Cancel Beethoven (and Newton, while we’re at it)

Please don’t call for the men in white coats yet, bear with me for a couple of paragraphs.

And cancel this hotbed of racism too

Now what if I suggested that our best university scrap musical notation because “it causes students of colour great distress” and “has not shaken off its connection to its colonial past” and “complicity in white supremacy”?

What if I then developed this idea to its inevitable logical conclusion by insisting that the presence of Bach, Beethoven, Mozart et al. on the university curricula delivers a “slap in the face” to minority students? And therefore all such offensive personages, along with their music, should be cancelled?

Now put that phone down. Or, if you insist on summoning those proverbial men, don’t mention me as a potential patient. Mention instead professors and administrators of Oxford University who are planning to do all those things in response to the Black Lives Matter movement. It’s their pronouncements that I quoted.

Those learned ladies and gentlemen are planning to remove the whole classical repertoire from the curriculum. This abomination, they explain, is “white European music” that causes “students of colour great distress”. 

Now you probably expect me to huff and puff about this woke equivalent of Nazi book burning, spouting words like ‘savagery’, ‘vandalism’, ‘barbarism’ and so forth. Well, hate to disappoint, but I’m not going to.

Instead I simply invite you to ponder the state of a civilisation where that sort of thing happens at a university currently ranked as the world’s best. That’s right, the best not merely in Britain, but in the whole world.

I’d also like to rebuke the University of Oxford for a certain lapse in logic and consistency. Why just Mozart and Beethoven (and Guido d’Arezzo, who first committed the offence of inventing modern musical notation)?

Why not also Newton and Leibniz, who concocted their theories at a time when slavery and colonialism were rife, and dead black people were stuffed and displayed in zoological museums? (I’m only mentioning those two because the list of scientists working before the second half of the 20th century is too long to include here.)

Why not Plato and Aristotle, who not only philosophised at a time of slavery, but actually extolled it?

Why not the whole European, and specifically English, literature created at a time when black people didn’t teach, nor indeed study, at Oxford?

Why not Classical, Romanesque, Gothic, Renaissance, Neo-Classical, Georgian, Regency and Victorian architecture? Do you have any idea how deeply it can traumatise ‘students of colour’ (other than white, that is)?

And oh yes, what about all art of the same periods? I mean, how many black people were painted by Leonardo and Vermeer? How do you suppose students of colour feel having to study paintings of white bitches playing the virginals?

But do let’s simplify matters by stopping this itemisation. Cancel the lot of them, I say. Oxford should reduce its entire curriculum to one programme only: Black Studies.

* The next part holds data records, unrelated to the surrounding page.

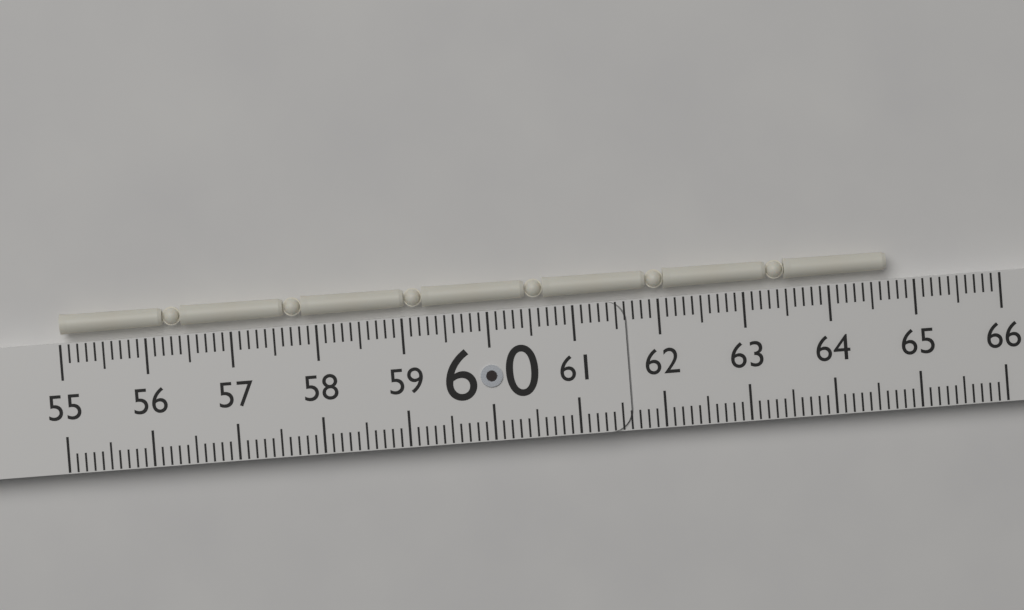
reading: 64.7 (no unit)
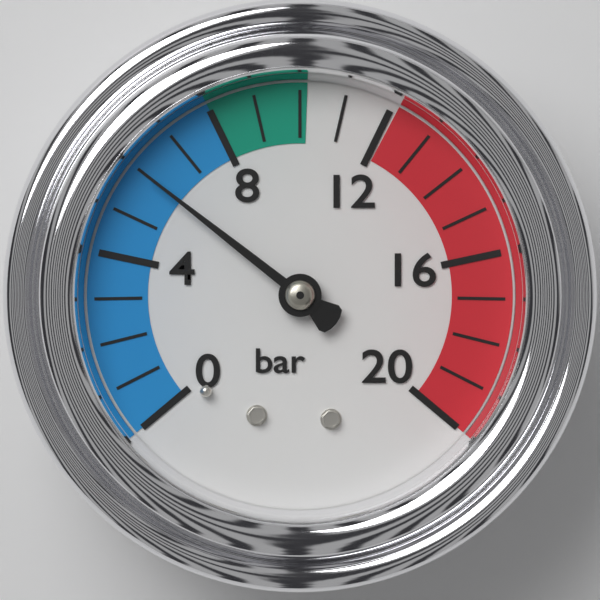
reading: 6 bar
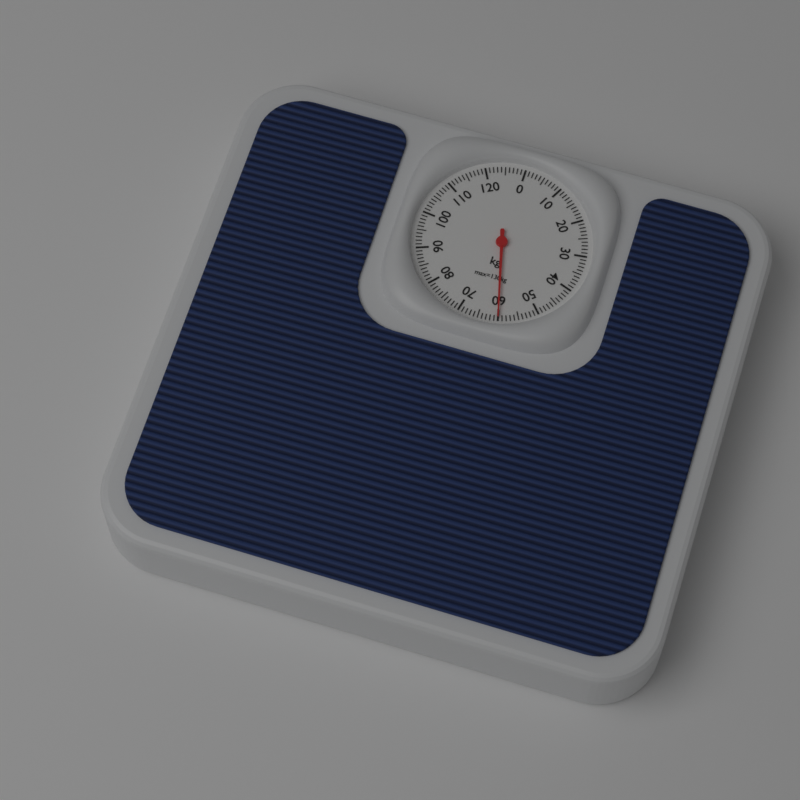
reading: 60 kg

This could be subdivided into courses in African art, bongo drum compositions, rap, black literature and a very short credit module in black science. Black magic is worth considering too, even though it’s not overtly racial.

Have you pondered all those timely proposals? Fine. Now ponder something else: if this is what’s going on at the world’s top university, what are the lesser institutions teaching? Apart from condom studies, that is.

Cannibalism? Voodoo? History of slavery? No, surely not those – such courses would only perpetuate negative racial stereotyping, thereby reinforcing all sorts of unconscious biases. Anyway, your guess is as good as mine, or actually much better because I’m out of ideas.

Meanwhile, let’s start a campaign for cancelling Oxford University (founded in 1096) and all other institutionally racist institutions dating back to the times falling short of our exacting moral standards. And not just the educational establishments either.

The Mother of All Parliaments, anyone?